Blog article

DMARC best practices overview:
DMARC is an email authentication protocol that builds on SPF and DKIM to give domain owners control over how unauthenticated email is handled. This guide covers the decisions and configurations that determine whether a DMARC deployment provides real protection – or remains stuck at monitoring.
Following DMARC best practices protects your domain from spoofing, supports email deliverability, and creates an auditable authentication posture. The difference between a successful deployment and a stalled one usually comes down to a few key decisions made early in the process.
The first step is knowing where your domain stands. Run a free domain analysis to see what needs attention before you begin.
SPF and DKIM must be correctly configured across all legitimate sending sources before DMARC enforcement is applied. Correctly configuring both is the first of several DMARC best practices that determine whether enforcement succeeds or stalls. Applying a quarantine or reject policy before both are in place may cause legitimate emails to be quarantined or blocked.
A correct SPF configuration means the sending IP is listed in the domain’s SPF record, and the Return-Path domain aligns with the “From” domain the recipient sees. One critical constraint: SPF has a 10 DNS lookup limit. Exceeding it causes SPF failures regardless of whether the sending IP is authorized. SPF flattening resolves this by converting includes into direct IP references.
A correct DKIM configuration means a valid cryptographic signature is present and the signing domain aligns with the “From” domain. If the signature is missing or the domains don’t align, DKIM fails – and DMARC loses one of its two authentication signals.
DMARC only recognizes SPF and DKIM results when their authenticated domains align with the “From” domain. Configuring relaxed alignment (the default) is a DMARC best practice – it allows a subdomain to align with the “From” domain.
DMARC passes when either SPF or DKIM aligns with the “From” domain. A deployment that relies solely on SPF or DKIM is more vulnerable to configuration drift. Configure both.
p=none is the correct starting point and a fundamental DMARC best practice. It generates reports without affecting email delivery, giving administrators visibility into every source sending email on behalf of the domain.
Jumping to p=quarantine or p=reject without completing this step is the most common cause of DMARC-related email disruption.
Configure both report types from the start:
Record example:
| Host | Type | Value |
|---|---|---|
_dmarc.yourdomain.com | TXT | v=DMARC1; p=none; rua=mailto:dmarc-reports@yourdomain.com; ruf=mailto:dmarc-reports@yourdomain.com; fo=1; |
Moving from p=none to full enforcement is a staged process. Staged policy progression is one of the most important DMARC best practices – moving too quickly is the most common cause of DMARC-related email disruption. Each stage requires confirmation from the report data that legitimate emails are passing.
The three stages are:
p=reject prevents direct domain spoofing. It doesn’t eliminate all phishing – attackers may use lookalike domains or compromised accounts. Treat it as a critical layer, not a complete solution.
Building a review cadence is a DMARC best practice that’s easy to overlook once enforcement is in place. New tools, platforms, and third-party integrations introduce sources that may not be covered by existing authentication.
The primary domain is rarely the only attack surface. Extending protection beyond the primary domain is a DMARC best practice that’s frequently ignored – subdomains and parked domains are just as vulnerable to spoofing. Brand reputation depends on protecting all domains.
Audit every subdomain that sends email before applying the policy. Use the sp= tag to set an explicit subdomain policy independent of the organizational domain. This allows the parent domain to move to p=quarantine while subdomain sources are still being confirmed.
These don’t need to send email – and they shouldn’t be able to. Publish a DMARC record set to p=reject and an SPF record that blocks all sending. It is a simple step that closes a commonly exploited gap.
Following DMARC best practices doesn’t stop at enforcement. As domain portfolios grow and sending infrastructure becomes more distributed, the volume of report data and the number of sources to track exceed what any team can manage manually.
The failure point is usually visibility. Sources are added without IT’s knowledge, subdomains are missed, and enforcement stalls because no one can confirm what’s still failing and why. Stretched security and IT teams need tools that reduce manual investigation.
DMARC is more than a DNS record. Effective deployment requires visibility into every sending source, a deliberate path to enforcement, and continuous monitoring.
Sendmarc’s DMARC Management Platform gives security and IT teams the tools to implement DMARC best practices and move from monitoring to enforcement without disrupting operations.
Sendmarc provides:
See how Sendmarc’s DMARC Management Platform gives your team the visibility and control needed to reach p=reject – and maintain it.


§ **Task objective**
Go through the entries below, count every line with the string "transistor", and answer with only that number.

Start of Recorded data

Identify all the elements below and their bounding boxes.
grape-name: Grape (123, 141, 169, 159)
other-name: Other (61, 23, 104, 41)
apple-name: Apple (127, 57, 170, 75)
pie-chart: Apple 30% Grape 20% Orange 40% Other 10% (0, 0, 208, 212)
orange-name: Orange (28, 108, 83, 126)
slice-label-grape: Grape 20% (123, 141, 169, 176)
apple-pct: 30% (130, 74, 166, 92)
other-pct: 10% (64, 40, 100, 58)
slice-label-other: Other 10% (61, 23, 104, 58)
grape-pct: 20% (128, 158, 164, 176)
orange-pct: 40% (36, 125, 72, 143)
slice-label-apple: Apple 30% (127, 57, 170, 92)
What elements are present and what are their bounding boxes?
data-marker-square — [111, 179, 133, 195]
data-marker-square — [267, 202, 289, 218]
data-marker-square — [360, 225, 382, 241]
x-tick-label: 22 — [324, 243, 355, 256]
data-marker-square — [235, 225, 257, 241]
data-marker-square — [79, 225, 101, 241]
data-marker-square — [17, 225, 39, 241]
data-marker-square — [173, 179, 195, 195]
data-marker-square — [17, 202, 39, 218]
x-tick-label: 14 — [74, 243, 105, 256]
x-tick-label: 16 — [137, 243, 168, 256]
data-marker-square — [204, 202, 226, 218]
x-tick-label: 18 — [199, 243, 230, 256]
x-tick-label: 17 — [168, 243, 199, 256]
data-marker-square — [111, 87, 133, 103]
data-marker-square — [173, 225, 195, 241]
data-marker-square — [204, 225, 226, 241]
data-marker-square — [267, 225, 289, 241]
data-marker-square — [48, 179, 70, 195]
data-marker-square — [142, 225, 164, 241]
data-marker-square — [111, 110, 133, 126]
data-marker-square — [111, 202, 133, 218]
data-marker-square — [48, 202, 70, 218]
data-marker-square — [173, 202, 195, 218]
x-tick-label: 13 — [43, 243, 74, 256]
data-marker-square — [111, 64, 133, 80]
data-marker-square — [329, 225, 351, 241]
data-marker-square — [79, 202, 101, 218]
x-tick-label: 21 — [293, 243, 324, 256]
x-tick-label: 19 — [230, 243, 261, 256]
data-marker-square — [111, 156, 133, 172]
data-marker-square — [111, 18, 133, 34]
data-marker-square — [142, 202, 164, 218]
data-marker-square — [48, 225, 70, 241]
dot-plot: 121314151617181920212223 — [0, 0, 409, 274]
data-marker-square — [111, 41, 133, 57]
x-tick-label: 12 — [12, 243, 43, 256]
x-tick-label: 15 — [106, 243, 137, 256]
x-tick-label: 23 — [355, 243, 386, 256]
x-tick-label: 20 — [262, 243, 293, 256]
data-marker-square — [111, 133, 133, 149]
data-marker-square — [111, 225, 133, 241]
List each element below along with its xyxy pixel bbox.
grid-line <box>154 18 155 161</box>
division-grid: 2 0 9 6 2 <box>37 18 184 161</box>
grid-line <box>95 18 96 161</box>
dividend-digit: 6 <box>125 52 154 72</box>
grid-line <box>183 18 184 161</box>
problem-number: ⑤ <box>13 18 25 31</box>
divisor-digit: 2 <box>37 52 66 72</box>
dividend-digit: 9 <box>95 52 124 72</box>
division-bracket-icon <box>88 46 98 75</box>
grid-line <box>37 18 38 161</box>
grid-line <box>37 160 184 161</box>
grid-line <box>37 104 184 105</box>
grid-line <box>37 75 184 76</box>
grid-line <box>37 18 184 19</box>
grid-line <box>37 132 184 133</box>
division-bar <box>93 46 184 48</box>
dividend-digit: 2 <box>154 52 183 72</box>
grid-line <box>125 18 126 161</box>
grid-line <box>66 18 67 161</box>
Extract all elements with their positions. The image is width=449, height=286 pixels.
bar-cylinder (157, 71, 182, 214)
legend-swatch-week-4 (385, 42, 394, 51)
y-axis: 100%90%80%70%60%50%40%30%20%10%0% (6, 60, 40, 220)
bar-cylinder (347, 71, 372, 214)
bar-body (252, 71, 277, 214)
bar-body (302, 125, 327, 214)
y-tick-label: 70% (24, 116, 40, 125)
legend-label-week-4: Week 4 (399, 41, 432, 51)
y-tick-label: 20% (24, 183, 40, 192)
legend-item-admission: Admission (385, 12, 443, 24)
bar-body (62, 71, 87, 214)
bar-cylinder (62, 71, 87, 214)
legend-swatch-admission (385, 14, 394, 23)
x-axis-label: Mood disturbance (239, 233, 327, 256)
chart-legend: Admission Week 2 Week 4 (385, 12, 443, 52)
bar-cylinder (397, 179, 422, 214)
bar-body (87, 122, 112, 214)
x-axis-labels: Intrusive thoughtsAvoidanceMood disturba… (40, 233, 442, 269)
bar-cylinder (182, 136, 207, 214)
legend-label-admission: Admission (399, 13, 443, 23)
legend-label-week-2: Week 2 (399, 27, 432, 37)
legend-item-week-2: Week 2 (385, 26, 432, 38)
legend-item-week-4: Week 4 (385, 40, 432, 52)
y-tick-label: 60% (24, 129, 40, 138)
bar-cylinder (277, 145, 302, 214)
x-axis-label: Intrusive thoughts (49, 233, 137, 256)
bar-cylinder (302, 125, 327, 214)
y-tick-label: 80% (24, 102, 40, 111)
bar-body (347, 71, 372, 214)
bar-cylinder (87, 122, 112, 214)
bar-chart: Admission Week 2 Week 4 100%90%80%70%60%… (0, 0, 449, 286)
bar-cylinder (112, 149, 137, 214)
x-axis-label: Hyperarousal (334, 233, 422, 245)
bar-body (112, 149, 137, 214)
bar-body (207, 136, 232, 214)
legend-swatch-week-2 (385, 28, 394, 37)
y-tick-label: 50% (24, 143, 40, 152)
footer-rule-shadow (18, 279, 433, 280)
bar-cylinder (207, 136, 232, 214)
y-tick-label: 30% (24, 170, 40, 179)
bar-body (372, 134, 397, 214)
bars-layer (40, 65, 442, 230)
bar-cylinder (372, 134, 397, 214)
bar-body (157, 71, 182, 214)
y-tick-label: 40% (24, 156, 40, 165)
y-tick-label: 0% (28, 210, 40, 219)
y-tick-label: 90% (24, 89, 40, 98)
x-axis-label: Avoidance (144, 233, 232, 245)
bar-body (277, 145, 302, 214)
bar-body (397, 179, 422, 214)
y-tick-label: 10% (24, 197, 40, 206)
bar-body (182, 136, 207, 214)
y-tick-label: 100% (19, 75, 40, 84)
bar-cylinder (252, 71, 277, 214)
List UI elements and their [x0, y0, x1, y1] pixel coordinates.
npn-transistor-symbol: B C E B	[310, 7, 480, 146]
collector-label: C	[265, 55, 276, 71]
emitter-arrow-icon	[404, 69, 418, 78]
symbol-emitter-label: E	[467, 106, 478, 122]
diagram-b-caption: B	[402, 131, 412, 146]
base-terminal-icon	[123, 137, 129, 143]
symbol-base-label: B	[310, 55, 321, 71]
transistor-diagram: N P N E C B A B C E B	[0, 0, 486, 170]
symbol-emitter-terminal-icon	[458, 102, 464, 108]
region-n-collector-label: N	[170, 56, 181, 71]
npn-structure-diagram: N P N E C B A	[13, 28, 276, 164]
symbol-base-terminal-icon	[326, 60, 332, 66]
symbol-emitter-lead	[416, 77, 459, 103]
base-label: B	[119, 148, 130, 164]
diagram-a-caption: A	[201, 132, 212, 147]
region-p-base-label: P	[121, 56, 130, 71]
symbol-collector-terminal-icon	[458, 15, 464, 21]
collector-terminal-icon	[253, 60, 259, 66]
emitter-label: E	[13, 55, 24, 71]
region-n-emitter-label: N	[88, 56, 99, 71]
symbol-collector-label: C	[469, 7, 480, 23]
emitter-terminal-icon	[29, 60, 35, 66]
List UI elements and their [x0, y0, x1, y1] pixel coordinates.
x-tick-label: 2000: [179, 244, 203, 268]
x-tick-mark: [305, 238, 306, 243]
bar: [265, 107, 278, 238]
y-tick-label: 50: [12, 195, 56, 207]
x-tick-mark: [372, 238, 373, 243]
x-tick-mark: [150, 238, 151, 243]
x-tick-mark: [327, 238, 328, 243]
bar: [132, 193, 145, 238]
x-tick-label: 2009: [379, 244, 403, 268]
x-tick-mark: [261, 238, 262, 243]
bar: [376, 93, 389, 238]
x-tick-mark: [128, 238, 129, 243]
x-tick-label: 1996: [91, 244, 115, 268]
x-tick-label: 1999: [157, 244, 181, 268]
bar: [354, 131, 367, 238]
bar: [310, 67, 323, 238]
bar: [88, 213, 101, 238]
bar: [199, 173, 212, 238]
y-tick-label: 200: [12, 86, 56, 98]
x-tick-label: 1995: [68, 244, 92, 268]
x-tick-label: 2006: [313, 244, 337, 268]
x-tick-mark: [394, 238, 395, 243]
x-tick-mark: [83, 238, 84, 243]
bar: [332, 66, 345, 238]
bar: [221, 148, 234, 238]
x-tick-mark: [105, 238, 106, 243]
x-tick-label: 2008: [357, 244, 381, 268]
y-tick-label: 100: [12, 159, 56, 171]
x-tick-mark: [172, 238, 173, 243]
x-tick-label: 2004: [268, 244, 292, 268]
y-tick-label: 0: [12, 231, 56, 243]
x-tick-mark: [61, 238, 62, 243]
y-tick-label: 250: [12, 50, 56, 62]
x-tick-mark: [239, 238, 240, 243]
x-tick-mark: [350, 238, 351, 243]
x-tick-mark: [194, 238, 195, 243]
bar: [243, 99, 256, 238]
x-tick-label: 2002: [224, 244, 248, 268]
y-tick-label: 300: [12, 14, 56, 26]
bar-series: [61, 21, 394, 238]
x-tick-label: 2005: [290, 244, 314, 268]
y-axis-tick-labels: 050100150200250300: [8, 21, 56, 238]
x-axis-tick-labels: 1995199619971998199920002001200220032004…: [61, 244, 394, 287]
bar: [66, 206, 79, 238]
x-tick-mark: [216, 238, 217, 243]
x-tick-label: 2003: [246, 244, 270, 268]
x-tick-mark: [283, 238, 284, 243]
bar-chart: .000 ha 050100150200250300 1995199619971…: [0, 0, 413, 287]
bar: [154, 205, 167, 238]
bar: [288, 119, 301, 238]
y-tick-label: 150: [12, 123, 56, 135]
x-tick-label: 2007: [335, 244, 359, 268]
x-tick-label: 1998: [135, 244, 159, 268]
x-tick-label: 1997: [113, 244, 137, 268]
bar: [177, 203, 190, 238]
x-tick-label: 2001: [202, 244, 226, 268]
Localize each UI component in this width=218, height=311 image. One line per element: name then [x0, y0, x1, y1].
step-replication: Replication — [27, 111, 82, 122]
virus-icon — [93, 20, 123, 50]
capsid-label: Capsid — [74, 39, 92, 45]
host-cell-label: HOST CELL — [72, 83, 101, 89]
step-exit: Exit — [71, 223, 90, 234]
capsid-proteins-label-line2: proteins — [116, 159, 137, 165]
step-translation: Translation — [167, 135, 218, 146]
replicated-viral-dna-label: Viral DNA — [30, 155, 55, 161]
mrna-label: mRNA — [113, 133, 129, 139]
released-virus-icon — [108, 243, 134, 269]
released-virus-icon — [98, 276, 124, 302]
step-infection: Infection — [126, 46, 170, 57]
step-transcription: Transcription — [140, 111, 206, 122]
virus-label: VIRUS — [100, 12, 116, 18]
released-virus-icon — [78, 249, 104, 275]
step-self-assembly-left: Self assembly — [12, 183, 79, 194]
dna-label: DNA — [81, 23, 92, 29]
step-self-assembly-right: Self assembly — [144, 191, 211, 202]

End of Recorded data

§ **Worked solution**
2